District 86 Schools Fail to Meet Federal Standards
School board members were told Monday night that Hinsdale Central and Hinsdale South came up short in meeting the 85 percent proficiency level demanded by No Child Left Behind.
The Hinsdale Township High School District 86 School Board Monday night was told that Hinsdale Central and Hinsdale South both failed to make adequate yearly progress (AYP) during the past school year as defined by the No Child Left Behind Act.
The law required all schools to have at least 85 percent of students meeting or exceeding proficiency standards in math and reading.
The detailed results for District 86 schools will not be released until October.
District 86 Assistant Superintendent for Instruction Dr. Bruce Law told school board members that parents of students who attend Hinsdale South will receive a letter informing them that the school had failed to meet AYP.
“Federal law currently requires that we provide a No Child Left Behind status report to all parents of children who attend schools that receive Title I funding,” Law said. “We won’t be sending letters to Hinsdale Central [parents] because Hinsdale Central does not receive Title I funds.”
Title I is the portion of the Elementary and Secondary Education Act of 1965 establishing the federal government’s criteria for providing assistance to schools with high percentages of low-income students.
Although Central parents will not be receiving letters, Law said the school’s AYP status had to be included in the status report due to another provision of No Child Left Behind.
“Districts can offer non-Title I schools making adequate yearly progress as a so-called ‘choice’ school to parents of Title I schools,” Law said.
In other words, the district had to provide the option for Hinsdale South students to attend Hinsdale Central instead. That option no longer will be available, Law said, because one subgroup of students at Hinsdale Central failed to meet AYP.
Board member Kay Gallo asked if students attending Hinsdale Central who were residents of the Hinsdale South district would have to return to South as a result. Superintendent Dr. Nicholas Wahl said they would not. He noted that only one Hinsdale Central student currently falls in that category.
End of an era?
The specific figures will not be released to the public until October, when the state issues its school report cards. Law said that by then, however, the provisions of the No Child Left Behind Act may be largely moot as the Obama administration has announced it will grant states waivers from having to meet the law’s requirements.
Law cited a Sunday report in The New York Times quoting Utah Superintendent of Public Instruction Larry Shumway.
“Pretty soon all the schools will be failing in America, and at that point the law becomes meaningless,” Shumway told the newspaper. “States are going to sit and watch federal accountability implode. We’re seeing the end of an era.”

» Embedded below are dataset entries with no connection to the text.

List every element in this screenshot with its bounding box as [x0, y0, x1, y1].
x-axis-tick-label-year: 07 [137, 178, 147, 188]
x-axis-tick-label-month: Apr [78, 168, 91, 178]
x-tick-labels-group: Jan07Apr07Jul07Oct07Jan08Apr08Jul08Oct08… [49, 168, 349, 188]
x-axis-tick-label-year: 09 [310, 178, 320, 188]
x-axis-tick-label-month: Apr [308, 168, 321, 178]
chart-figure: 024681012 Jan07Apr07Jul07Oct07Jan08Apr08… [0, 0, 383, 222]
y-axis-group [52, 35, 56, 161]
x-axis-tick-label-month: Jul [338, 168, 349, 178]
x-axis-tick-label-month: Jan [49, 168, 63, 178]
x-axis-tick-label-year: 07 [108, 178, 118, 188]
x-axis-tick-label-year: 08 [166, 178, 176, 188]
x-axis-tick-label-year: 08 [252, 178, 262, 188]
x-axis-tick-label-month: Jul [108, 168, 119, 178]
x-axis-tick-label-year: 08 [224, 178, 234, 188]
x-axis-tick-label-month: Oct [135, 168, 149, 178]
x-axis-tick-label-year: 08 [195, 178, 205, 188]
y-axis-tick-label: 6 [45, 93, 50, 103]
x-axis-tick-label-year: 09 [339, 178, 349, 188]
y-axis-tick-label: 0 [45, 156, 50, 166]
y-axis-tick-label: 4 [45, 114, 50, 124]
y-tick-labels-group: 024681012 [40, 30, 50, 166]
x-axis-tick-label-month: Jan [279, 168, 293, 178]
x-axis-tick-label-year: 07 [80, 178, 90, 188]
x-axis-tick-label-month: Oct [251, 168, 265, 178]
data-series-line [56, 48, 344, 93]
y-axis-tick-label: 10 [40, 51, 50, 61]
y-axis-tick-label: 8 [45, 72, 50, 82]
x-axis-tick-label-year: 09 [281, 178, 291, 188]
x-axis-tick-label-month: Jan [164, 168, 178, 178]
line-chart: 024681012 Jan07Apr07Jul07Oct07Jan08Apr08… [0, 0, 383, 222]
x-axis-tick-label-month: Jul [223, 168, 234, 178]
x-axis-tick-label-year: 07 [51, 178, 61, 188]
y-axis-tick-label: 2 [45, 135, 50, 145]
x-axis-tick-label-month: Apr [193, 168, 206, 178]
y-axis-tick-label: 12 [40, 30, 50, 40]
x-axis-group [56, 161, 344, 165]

“But that era is not over yet in the state of Illinois,” Law said, “so we have to send this letter out.”
Although the official results will not be available until the fall, board members got a preview of those figures Monday night. Board member Dianne Barrett said she found the disparity in the percentage of special education students displaying proficiency as compared with the rest of the student body alarming. She noted that only 50 percent of Hinsdale Central special education students tested met or exceeded the state standards for proficiency in math.
“That’s unacceptable,” she said. “We need to come up with a plan to help the other 50 percent. … I think that should be a goal of the district, to try to bring those numbers up.”
No results beyond the Hinsdale Central special education numbers were discussed Monday.
Zander Fields
6:13 pm on Tuesday, September 6, 2011
No Child Left Behind is a failed government policy. Congressmen on the hill are stalling to get any meaningful reform done, and this is the poor result we are going to continue to see. I'm currently working towards my Master's of Education online at this site: http://www.cu-portland.edu/ and I hope that by the time I've earned my credentials, this stupid law is erased from the books!
Karen
10:30 am on Thursday, October 27, 2011
This is very sad Hinsdale Central District 86 should never fail No Child Left Behind. i still ask the Hinsdale Central High School, BOE, and Joyce Powell Director Special Ed. Why has my child never been academically test while attending school?
I continue to receive no reply. Why.
John Public
2:06 pm on Thursday, October 27, 2011
I wouldn't get too upset by this. No Child Left Behind is meaningless in this context. It arguably is valuable in low-performing school districts.